Monday, June 28, 2021

BCNR

A strange one this given the continuing lock down. Olly was meant to come down but due to work and stuff a Sunday night in London wasn't on the cards. So I meet Nick in the rain at Highbury & Islington and after checking in manually we enter the socially distance spaced "pods" (i.e. pairs of seats a couple of feet from the next pair) in the downstairs part of the beautiful Islington Assembly Hall. The band take an age to come on, indeed seem to play their album over the PA, which gives me and Nick a chance to catch up and there's a fair bit, 15 months, of catching up to do. The drummer comes on in long gabardine mac a bit Eric Morecombe style and mumbles that they are trying out new material and that he's a bit wet. We can just about hear him. A few minutes later the 7 piece come on and without any introductions get straight into their set. It's a mix of fantastic jumpy (although we're sat down) Romani type music like you used to stumble into late at night in the back waters of festivals but Black Country New Road are a notch above with a great heavy rhythm section driving the sound forward. There's big drumming and clever bassing in which less is definitely more. The guitarist singer is, from what I can tell, a virtuoso although that's the guitar and not the vocals.

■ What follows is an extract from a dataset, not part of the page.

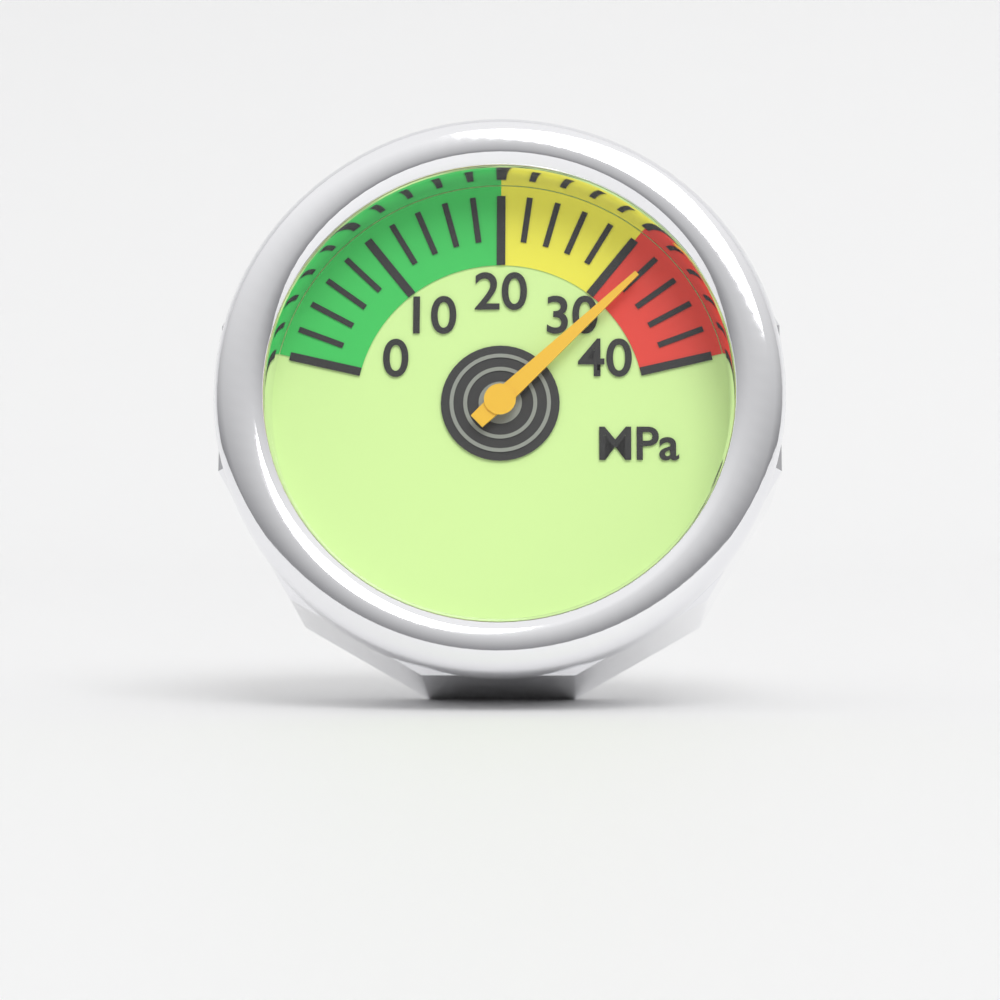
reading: 32 MPa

Sax and violin give the jazzy Romani feel all tied up by a keyboard player who jumps the genres and a second guitarist who although lurking in the background we all know he's playing his bit on rhythm guitar. The new songs, as far as I can tell them, do seem a little unformed and not as rich as the ones committed to vinyl but a lot of potential and looking forward to the polished, which they surely will be, versions. Posters around the place say that we have to stay seated but promise that we can dance for the last song (why?) but as the band don't say anything to us throughout the set, barely move to be honest, we don't know their last song until after it the guitarist mumbles "thank you" into the mic and they're off. Despite clapping, cheering, whistling and foot stamping the lights come on and Nick and I are turfed out into the driving rain to get the tube home. Not bad for a Sunday night out but not sure whether it would have been worth the trip Olly. Love to see them again with a standing crowd - who knows a few hundred jumping around to their tunes may even raise a smile or two from the band...

Apologies drummer and 2nd guitarist but I couldn't move position so I could get you both in.